Full Service Marketing for Higher Education, Health Care & B2B Marketing

Amplify
Impact
Opportunity
Creativity
Success

10 Steps to the Best Possible Plans

Becky Morehouse

Becky Morehouse

Share On  

Fluctuating marketplace dynamics mean that many colleges are scrambling to rewrite existing plans. 

Before you put pen to paper, however, we’d like to share 10 hard-won planning lessons we’ve learned from helping hundreds of colleges with their strategic, marketing, and recruiting plans.  

1. Not having a vision. 

Remember, the purpose of your plan is to accomplish your vision. Without a vision of where you are going, no plan will get you there.  

2. Remember to plan. 

In the rush to get things done, many colleges don’t want to take the time to plan. This is almost always a mistake. Even a short planning process will require the synthesis, deliberation, and prioritization essential for great plans.  

3. Forgetting the real world. 

While plans are inherently inward focused, they must recognize the realities of the world at large.

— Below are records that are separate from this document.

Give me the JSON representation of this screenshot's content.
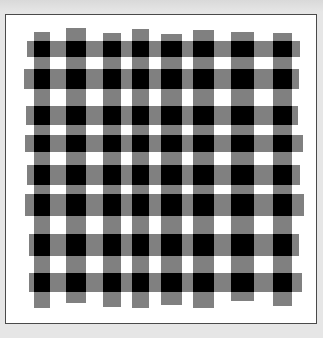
{
  "image": {
    "description": "Gingham / plaid checker pattern on white panel",
    "colors": {
      "background": "#e6e6e6",
      "panel": "#ffffff",
      "panel_border": "#4a4a4a",
      "stripe": "#808080",
      "intersection": "#000000"
    },
    "columns": [
      {
        "x1": 34,
        "x2": 50,
        "top": 32,
        "bottom": 308
      },
      {
        "x1": 66,
        "x2": 86,
        "top": 28,
        "bottom": 303
      },
      {
        "x1": 103,
        "x2": 121,
        "top": 33,
        "bottom": 307
      },
      {
        "x1": 132,
        "x2": 149,
        "top": 29,
        "bottom": 308
      },
      {
        "x1": 161,
        "x2": 182,
        "top": 34,
        "bottom": 305
      },
      {
        "x1": 193,
        "x2": 214,
        "top": 30,
        "bottom": 308
      },
      {
        "x1": 231,
        "x2": 254,
        "top": 32,
        "bottom": 301
      },
      {
        "x1": 273,
        "x2": 292,
        "top": 33,
        "bottom": 306
      }
    ],
    "rows": [
      {
        "y1": 41,
        "y2": 57,
        "left": 27,
        "right": 300
      },
      {
        "y1": 69,
        "y2": 89,
        "left": 24,
        "right": 299
      },
      {
        "y1": 106,
        "y2": 125,
        "left": 26,
        "right": 298
      },
      {
        "y1": 135,
        "y2": 152,
        "left": 25,
        "right": 303
      },
      {
        "y1": 165,
        "y2": 185,
        "left": 27,
        "right": 300
      },
      {
        "y1": 194,
        "y2": 216,
        "left": 25,
        "right": 304
      },
      {
        "y1": 234,
        "y2": 256,
        "left": 29,
        "right": 299
      },
      {
        "y1": 273,
        "y2": 292,
        "left": 29,
        "right": 302
      }
    ]
  }
}
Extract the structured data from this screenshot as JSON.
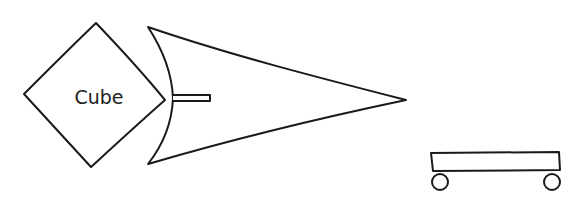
{
  "diagram": {
    "nodes": [
      {
        "id": "cube",
        "shape": "diamond",
        "label": "Cube"
      },
      {
        "id": "arrow",
        "shape": "arrowhead-with-stub",
        "label": ""
      },
      {
        "id": "cart",
        "shape": "cart",
        "label": ""
      }
    ],
    "colors": {
      "stroke": "#1a1a1a",
      "fill": "#ffffff",
      "background": "#ffffff",
      "text": "#222222"
    }
  }
}
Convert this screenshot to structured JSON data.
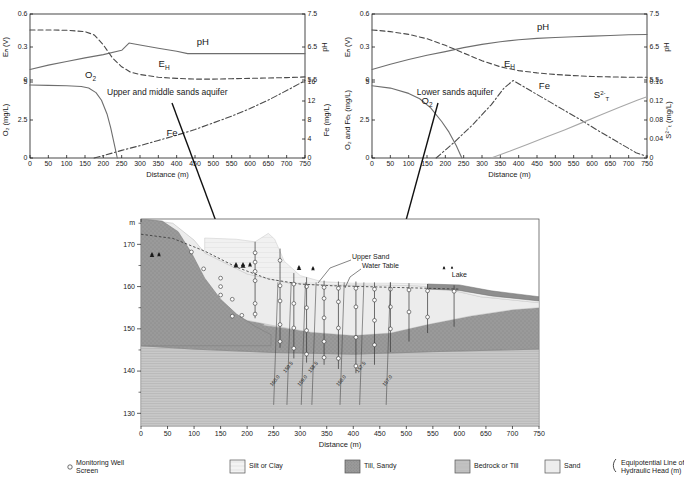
{
  "figure": {
    "top_caption": "",
    "panels": [
      "upper-middle-sands",
      "lower-sands"
    ]
  },
  "chart_data": [
    {
      "id": "upper-middle-sands",
      "type": "line",
      "title": "Upper and middle sands aquifer",
      "xlabel": "Distance (m)",
      "xlim": [
        0,
        750
      ],
      "xticks": [
        0,
        50,
        100,
        150,
        200,
        250,
        300,
        350,
        400,
        450,
        500,
        550,
        600,
        650,
        700,
        750
      ],
      "grid": false,
      "subplots": [
        {
          "id": "redox-ph",
          "ylabel_left": "Eₕ (V)",
          "ylim_left": [
            0,
            0.6
          ],
          "yticks_left": [
            0,
            0.3,
            0.6
          ],
          "ylabel_right": "pH",
          "ylim_right": [
            5.5,
            7.5
          ],
          "yticks_right": [
            5.5,
            6.5,
            7.5
          ],
          "series": [
            {
              "name": "pH",
              "axis": "right",
              "style": "solid",
              "color": "#6e6e6e",
              "x": [
                0,
                50,
                100,
                150,
                200,
                250,
                270,
                300,
                350,
                400,
                430,
                450,
                500,
                600,
                700,
                750
              ],
              "values": [
                5.82,
                5.95,
                6.06,
                6.17,
                6.27,
                6.4,
                6.62,
                6.56,
                6.46,
                6.37,
                6.3,
                6.3,
                6.3,
                6.3,
                6.3,
                6.3
              ]
            },
            {
              "name": "Eₕ",
              "axis": "left",
              "style": "dashed",
              "color": "#4a4a4a",
              "x": [
                0,
                50,
                100,
                150,
                175,
                200,
                225,
                250,
                275,
                300,
                350,
                400,
                450,
                500,
                550,
                600,
                650,
                700,
                750
              ],
              "values": [
                0.455,
                0.455,
                0.452,
                0.44,
                0.41,
                0.32,
                0.2,
                0.12,
                0.07,
                0.05,
                0.025,
                0.015,
                0.008,
                0.008,
                0.012,
                0.015,
                0.018,
                0.022,
                0.028
              ]
            }
          ]
        },
        {
          "id": "oxygen-iron",
          "ylabel_left": "O₂ (mg/L)",
          "ylim_left": [
            0,
            5
          ],
          "yticks_left": [
            0,
            2.5,
            5
          ],
          "ylabel_right": "Fe (mg/L)",
          "ylim_right": [
            0,
            16
          ],
          "yticks_right": [
            0,
            4,
            8,
            12,
            16
          ],
          "series": [
            {
              "name": "O₂",
              "axis": "left",
              "style": "solid",
              "color": "#6e6e6e",
              "x": [
                0,
                50,
                100,
                140,
                160,
                180,
                195,
                210,
                220,
                230,
                238
              ],
              "values": [
                4.8,
                4.78,
                4.75,
                4.7,
                4.6,
                4.3,
                3.8,
                2.9,
                2.0,
                0.9,
                0.0
              ]
            },
            {
              "name": "Fe",
              "axis": "right",
              "style": "dashdot",
              "color": "#4a4a4a",
              "x": [
                175,
                200,
                250,
                300,
                350,
                400,
                450,
                500,
                550,
                600,
                650,
                700,
                750
              ],
              "values": [
                0.0,
                0.5,
                1.6,
                2.6,
                3.7,
                4.8,
                6.0,
                7.4,
                8.8,
                10.4,
                12.2,
                14.2,
                16.3
              ]
            }
          ]
        }
      ]
    },
    {
      "id": "lower-sands",
      "type": "line",
      "title": "Lower sands aquifer",
      "xlabel": "Distance (m)",
      "xlim": [
        0,
        750
      ],
      "xticks": [
        0,
        50,
        100,
        150,
        200,
        250,
        300,
        350,
        400,
        450,
        500,
        550,
        600,
        650,
        700,
        750
      ],
      "grid": false,
      "subplots": [
        {
          "id": "redox-ph",
          "ylabel_left": "Eₕ (V)",
          "ylim_left": [
            0,
            0.6
          ],
          "yticks_left": [
            0,
            0.3,
            0.6
          ],
          "ylabel_right": "pH",
          "ylim_right": [
            5.5,
            7.5
          ],
          "yticks_right": [
            5.5,
            6.5,
            7.5
          ],
          "series": [
            {
              "name": "pH",
              "axis": "right",
              "style": "solid",
              "color": "#6e6e6e",
              "x": [
                0,
                50,
                100,
                150,
                200,
                250,
                300,
                350,
                400,
                450,
                500,
                550,
                600,
                650,
                700,
                750
              ],
              "values": [
                5.82,
                5.98,
                6.12,
                6.25,
                6.36,
                6.48,
                6.58,
                6.66,
                6.72,
                6.76,
                6.79,
                6.81,
                6.83,
                6.85,
                6.87,
                6.88
              ]
            },
            {
              "name": "Eₕ",
              "axis": "left",
              "style": "dashed",
              "color": "#4a4a4a",
              "x": [
                0,
                50,
                100,
                150,
                200,
                250,
                300,
                350,
                400,
                450,
                500,
                550,
                600,
                650,
                700,
                750
              ],
              "values": [
                0.455,
                0.44,
                0.415,
                0.375,
                0.315,
                0.245,
                0.175,
                0.12,
                0.085,
                0.065,
                0.05,
                0.04,
                0.032,
                0.028,
                0.025,
                0.025
              ]
            }
          ]
        },
        {
          "id": "oxygen-iron-sulfide",
          "ylabel_left": "O₂ and Feₜ (mg/L)",
          "ylim_left": [
            0,
            5
          ],
          "yticks_left": [
            0,
            2.5,
            5
          ],
          "ylabel_right": "S²⁻ₜ (mg/L)",
          "ylim_right": [
            0,
            0.16
          ],
          "yticks_right": [
            0,
            0.04,
            0.08,
            0.12,
            0.16
          ],
          "series": [
            {
              "name": "O₂",
              "axis": "left",
              "style": "solid",
              "color": "#6e6e6e",
              "x": [
                0,
                50,
                100,
                130,
                160,
                190,
                210,
                230,
                245
              ],
              "values": [
                4.75,
                4.6,
                4.25,
                3.9,
                3.3,
                2.4,
                1.7,
                0.8,
                0.0
              ]
            },
            {
              "name": "Fe",
              "axis": "left",
              "style": "dashdot",
              "color": "#4a4a4a",
              "x": [
                175,
                225,
                275,
                325,
                360,
                385,
                420,
                470,
                520,
                570,
                620,
                670,
                720,
                750
              ],
              "values": [
                0.0,
                1.05,
                2.2,
                3.5,
                4.6,
                5.1,
                4.6,
                3.9,
                3.2,
                2.5,
                1.75,
                1.05,
                0.35,
                0.1
              ]
            },
            {
              "name": "S²⁻ₜ",
              "axis": "right",
              "style": "solid",
              "color": "#a8a8a8",
              "x": [
                325,
                375,
                425,
                475,
                525,
                575,
                625,
                675,
                725,
                750
              ],
              "values": [
                0.0,
                0.014,
                0.029,
                0.044,
                0.059,
                0.075,
                0.091,
                0.107,
                0.122,
                0.129
              ]
            }
          ]
        }
      ]
    },
    {
      "id": "cross-section",
      "type": "diagram",
      "title": "Hydrogeologic cross-section",
      "xlabel": "Distance (m)",
      "xlim": [
        0,
        750
      ],
      "xticks": [
        0,
        50,
        100,
        150,
        200,
        250,
        300,
        350,
        400,
        450,
        500,
        550,
        600,
        650,
        700,
        750
      ],
      "ylabel": "m",
      "ylim": [
        127,
        176
      ],
      "yticks": [
        130,
        140,
        150,
        160,
        170
      ],
      "annotations": [
        {
          "label": "Upper Sand",
          "x": 370,
          "y": 166
        },
        {
          "label": "Water Table",
          "x": 385,
          "y": 163
        },
        {
          "label": "Lake",
          "x": 600,
          "y": 161
        }
      ],
      "equipotential_labels": [
        "160.0",
        "159.5",
        "159.0",
        "158.5",
        "158.0",
        "157.5",
        "157.0"
      ]
    }
  ],
  "legend": {
    "items": [
      {
        "key": "monitoring-well-screen",
        "label": "Monitoring Well\nScreen",
        "swatch": "circle",
        "color": "#ffffff"
      },
      {
        "key": "silt-or-clay",
        "label": "Silt or Clay",
        "swatch": "hatch-light",
        "color": "#f0f0f0"
      },
      {
        "key": "till-sandy",
        "label": "Till, Sandy",
        "swatch": "dots-dark",
        "color": "#9a9a9a"
      },
      {
        "key": "bedrock-or-till",
        "label": "Bedrock or Till",
        "swatch": "hatch-mid",
        "color": "#bdbdbd"
      },
      {
        "key": "sand",
        "label": "Sand",
        "swatch": "plain",
        "color": "#e8e8e8"
      },
      {
        "key": "equipotential-line",
        "label": "Equipotential Line of\nHydraulic Head (m)",
        "swatch": "line-curve",
        "color": "#1a1a1a"
      }
    ]
  },
  "colors": {
    "axis": "#1a1a1a",
    "ph_line": "#6e6e6e",
    "eh_line": "#4a4a4a",
    "o2_line": "#6e6e6e",
    "fe_line": "#4a4a4a",
    "s_line": "#a8a8a8",
    "till": "#9a9a9a",
    "bedrock": "#c4c4c4",
    "sand": "#ebebeb",
    "silt": "#f2f2f2",
    "lake": "#8a8a8a"
  }
}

Ignoring competitors, student interests, the job market, and regional demographic trends will lead to catastrophe. Good plans are driven by good data. Take the time to conduct the research you need so planning can proceed with confidence.  

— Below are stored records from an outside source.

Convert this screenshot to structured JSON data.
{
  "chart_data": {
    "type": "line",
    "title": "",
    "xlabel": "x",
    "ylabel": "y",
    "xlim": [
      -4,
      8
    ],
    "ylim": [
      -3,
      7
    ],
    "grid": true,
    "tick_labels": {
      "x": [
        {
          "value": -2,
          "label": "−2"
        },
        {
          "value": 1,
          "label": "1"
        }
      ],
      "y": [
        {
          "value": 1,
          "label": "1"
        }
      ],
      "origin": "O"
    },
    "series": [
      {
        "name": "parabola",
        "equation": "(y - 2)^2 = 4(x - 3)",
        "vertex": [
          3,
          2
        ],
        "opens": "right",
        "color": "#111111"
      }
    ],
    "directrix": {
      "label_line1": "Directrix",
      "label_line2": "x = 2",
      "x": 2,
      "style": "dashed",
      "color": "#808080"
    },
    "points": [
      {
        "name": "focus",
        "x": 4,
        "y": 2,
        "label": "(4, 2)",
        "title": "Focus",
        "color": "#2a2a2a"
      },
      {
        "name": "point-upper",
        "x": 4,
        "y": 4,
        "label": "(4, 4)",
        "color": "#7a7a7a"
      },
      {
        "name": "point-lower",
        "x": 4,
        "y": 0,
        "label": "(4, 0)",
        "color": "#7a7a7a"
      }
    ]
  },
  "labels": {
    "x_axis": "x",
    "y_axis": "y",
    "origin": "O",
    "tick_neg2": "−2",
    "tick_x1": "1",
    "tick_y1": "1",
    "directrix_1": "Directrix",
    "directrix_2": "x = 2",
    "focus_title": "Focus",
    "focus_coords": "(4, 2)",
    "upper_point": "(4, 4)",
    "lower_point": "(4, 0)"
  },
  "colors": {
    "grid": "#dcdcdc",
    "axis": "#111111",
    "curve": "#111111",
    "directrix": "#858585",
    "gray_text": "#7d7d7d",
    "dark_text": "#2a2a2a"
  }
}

4. Overlooking your past planning mistakes. 

Every college on the planet has a history of planning. Some of that history is good. Some not so good. Consider why some of your past plans have underperformed and make a commitment to avoid those mistakes. Pay particular attention to planning teams, cultural, and budget issues that might have thwarted previous planning efforts.  

5. Get the right people on your planning team. 

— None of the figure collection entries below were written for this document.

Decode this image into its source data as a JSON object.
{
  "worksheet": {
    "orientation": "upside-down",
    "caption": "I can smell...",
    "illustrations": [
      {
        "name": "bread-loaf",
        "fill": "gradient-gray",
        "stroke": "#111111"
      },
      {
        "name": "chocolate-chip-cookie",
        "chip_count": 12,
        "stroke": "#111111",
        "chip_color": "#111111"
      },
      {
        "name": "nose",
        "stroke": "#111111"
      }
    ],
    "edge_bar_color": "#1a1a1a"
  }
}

Good planning teams are stacked with more doers than thinkers. While thinkers are important, too many thinkers, and too much thinking, can bring the planning process to a grinding halt. Stacking your planning team with doers will also increase the odds that your plan will actually be executed. 

6. Focus on the truly important.

One of the most important parts of the planning process is to take the time to identify the issues that are truly important—even transformative—and then swarm these issues with resources. There is a corollary here: Keep your plan short and simple. Pare away the superfluous. Focus on the essential.  

7. Create accountability. 

This has two dimensions. It first means giving people specific responsibilities. It also means holding yourself and your team to hard deadlines.   

8. Monitor progress. 

Monitoring progress means keeping one eye on the calendar and one eye on the budget. Are you hitting your deadlines? Are resources being well allocated? Do additional resources need to be reallocated to a strategy that has hit a wall or should that strategy be abandoned so momentum is maintained? These and other questions are continually addressed during the execution phase.  

9. Create and communicate momentum. 

During stressful times it is important to show progress. One of the best ways to do this is to break long-term goals into a series of near-term goals that can be accomplished, and celebrated, quickly. As you do this, communicate progress to both internal and external stakeholders.  

10. It’s not the plan. 

Remember, the plan is not the goal, but the means. The purpose of the plan is to allocate and direct resources so you can accomplish your vision. Writing a good plan does not mean you will be successful. Executing a good plan, however, does.